According to the Expressen newspaper, information on people employed at Sweden’s embassy in Washington, DC, as well as with the Swedish National Defence Radio Establishment (Försvarets radioanstalt – FRA) and large Swedish companies was included among the data taken from global intelligence company Strategic Forecasting, known as Stratfor, and spread on the internet.
Personal information such as email and credit card details of staff at Swedish telecom equipment maker Ericsson as well as with the Folke Bernadotte Academy, a government agency focused on improving international conflict and crisis management, was also exposed in the data breach, which took place on December 24th.
“This is a blow against the electronic financial system, and I’m guessing that’s what they’re trying to get at,” Ingolf Kiesow, a former Swedish ambassador to Kuwait and one of the Swedes whose data was exposed in the attack, told Expressen.
“I hurts confidence in credit card use. You can’t use your credit card in the say way any more.”
On Sunday, Stratfor confirmed that information about its clients had been exposed in the hacker attack.
“On December 24th an unauthorized party disclosed personally identifiable information and related credit card data of some of our members,” the company said in a statement, according to CNN.
“We have reason to believe that your personal and credit card data could have been included in the information that was illegally obtained and disclosed.”
While initial reports indicated that activist hacker collective Anonymous was responsible for the attack, another statement circulating on the internet cast doubt on the claim.
“This hack is most definitely not the work of Anonymous,” read an “Emergency Christmas Anonymous Press Release” dated Christmas Day.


WORK REQUEST: Find the string "person" in the data, then copy every line where it is found.

RECORD EXTRACTS:
------------------------------------------------

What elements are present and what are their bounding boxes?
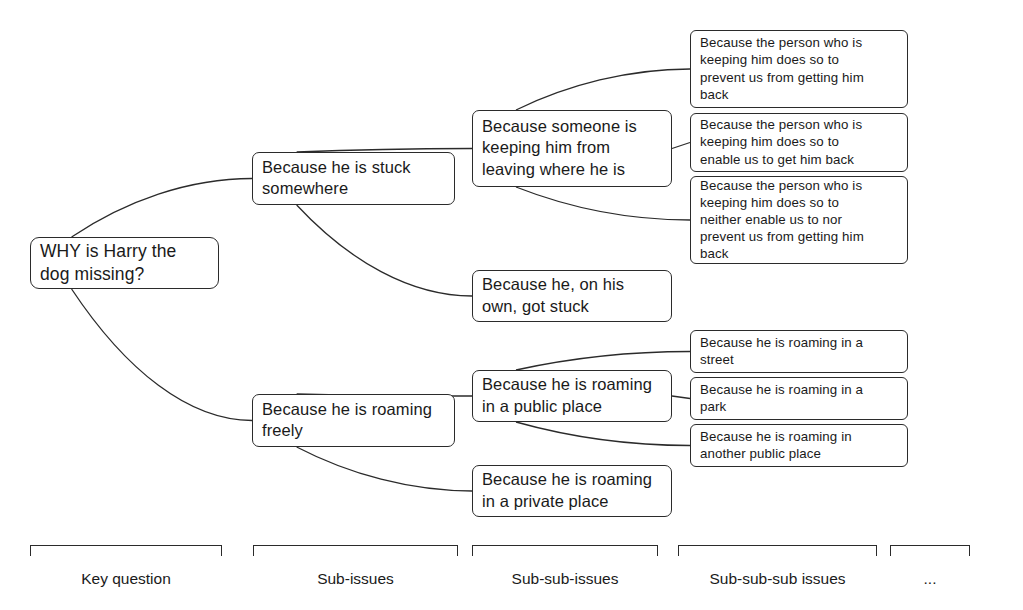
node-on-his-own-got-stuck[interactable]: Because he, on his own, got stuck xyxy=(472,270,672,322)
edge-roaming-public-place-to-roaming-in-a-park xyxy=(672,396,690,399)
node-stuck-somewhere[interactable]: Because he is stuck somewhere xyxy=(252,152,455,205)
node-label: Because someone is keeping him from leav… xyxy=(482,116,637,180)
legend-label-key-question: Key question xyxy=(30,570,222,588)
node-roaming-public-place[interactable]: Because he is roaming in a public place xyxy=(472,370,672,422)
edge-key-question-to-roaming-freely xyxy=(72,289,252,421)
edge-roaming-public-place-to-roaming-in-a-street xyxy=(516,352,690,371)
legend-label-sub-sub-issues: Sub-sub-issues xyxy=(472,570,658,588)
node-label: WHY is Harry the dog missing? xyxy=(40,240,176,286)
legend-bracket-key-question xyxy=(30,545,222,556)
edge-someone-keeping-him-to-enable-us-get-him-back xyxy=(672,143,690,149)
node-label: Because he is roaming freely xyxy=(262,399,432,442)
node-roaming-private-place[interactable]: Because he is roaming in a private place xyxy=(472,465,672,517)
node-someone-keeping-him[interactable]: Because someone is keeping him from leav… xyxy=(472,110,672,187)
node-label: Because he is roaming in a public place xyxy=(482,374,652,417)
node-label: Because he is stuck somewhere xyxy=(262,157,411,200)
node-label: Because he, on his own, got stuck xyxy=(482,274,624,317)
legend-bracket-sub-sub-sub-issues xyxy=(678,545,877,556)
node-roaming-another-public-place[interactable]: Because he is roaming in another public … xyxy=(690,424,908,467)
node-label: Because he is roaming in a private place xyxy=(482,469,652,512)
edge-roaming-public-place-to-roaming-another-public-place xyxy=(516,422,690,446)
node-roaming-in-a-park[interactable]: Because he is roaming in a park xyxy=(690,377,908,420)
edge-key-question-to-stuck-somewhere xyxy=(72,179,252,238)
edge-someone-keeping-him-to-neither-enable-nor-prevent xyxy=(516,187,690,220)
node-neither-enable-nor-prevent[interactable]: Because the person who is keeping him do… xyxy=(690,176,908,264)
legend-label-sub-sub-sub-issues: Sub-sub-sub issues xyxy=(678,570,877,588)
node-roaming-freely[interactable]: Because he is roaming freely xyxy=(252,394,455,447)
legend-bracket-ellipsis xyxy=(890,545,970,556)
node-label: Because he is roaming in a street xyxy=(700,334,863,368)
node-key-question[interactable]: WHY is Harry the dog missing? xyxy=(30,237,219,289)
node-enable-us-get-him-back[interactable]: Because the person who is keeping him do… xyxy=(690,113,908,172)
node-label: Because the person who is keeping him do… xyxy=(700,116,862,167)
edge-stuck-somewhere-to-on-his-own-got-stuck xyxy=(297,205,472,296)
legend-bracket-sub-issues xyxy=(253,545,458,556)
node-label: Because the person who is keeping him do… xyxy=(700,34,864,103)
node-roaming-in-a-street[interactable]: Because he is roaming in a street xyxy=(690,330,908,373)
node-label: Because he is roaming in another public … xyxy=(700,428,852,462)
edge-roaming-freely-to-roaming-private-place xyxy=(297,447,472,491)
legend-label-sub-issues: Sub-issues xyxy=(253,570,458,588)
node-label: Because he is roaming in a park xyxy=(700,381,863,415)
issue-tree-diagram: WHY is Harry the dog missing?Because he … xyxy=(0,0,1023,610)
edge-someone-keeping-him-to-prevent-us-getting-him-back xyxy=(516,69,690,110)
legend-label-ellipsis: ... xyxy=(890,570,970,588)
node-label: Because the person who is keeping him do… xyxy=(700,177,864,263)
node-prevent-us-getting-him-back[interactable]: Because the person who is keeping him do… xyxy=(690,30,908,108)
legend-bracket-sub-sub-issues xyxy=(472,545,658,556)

------------------------------------------------

EXPECTED OUTPUT:
node-neither-enable-nor-prevent[interactable]: Because the person who is keeping him do… xyxy=(690,176,908,264)
node-enable-us-get-him-back[interactable]: Because the person who is keeping him do… xyxy=(690,113,908,172)
node-label: Because the person who is keeping him do… xyxy=(700,116,862,167)
node-label: Because the person who is keeping him do… xyxy=(700,34,864,103)
node-label: Because the person who is keeping him do… xyxy=(700,177,864,263)
node-prevent-us-getting-him-back[interactable]: Because the person who is keeping him do… xyxy=(690,30,908,108)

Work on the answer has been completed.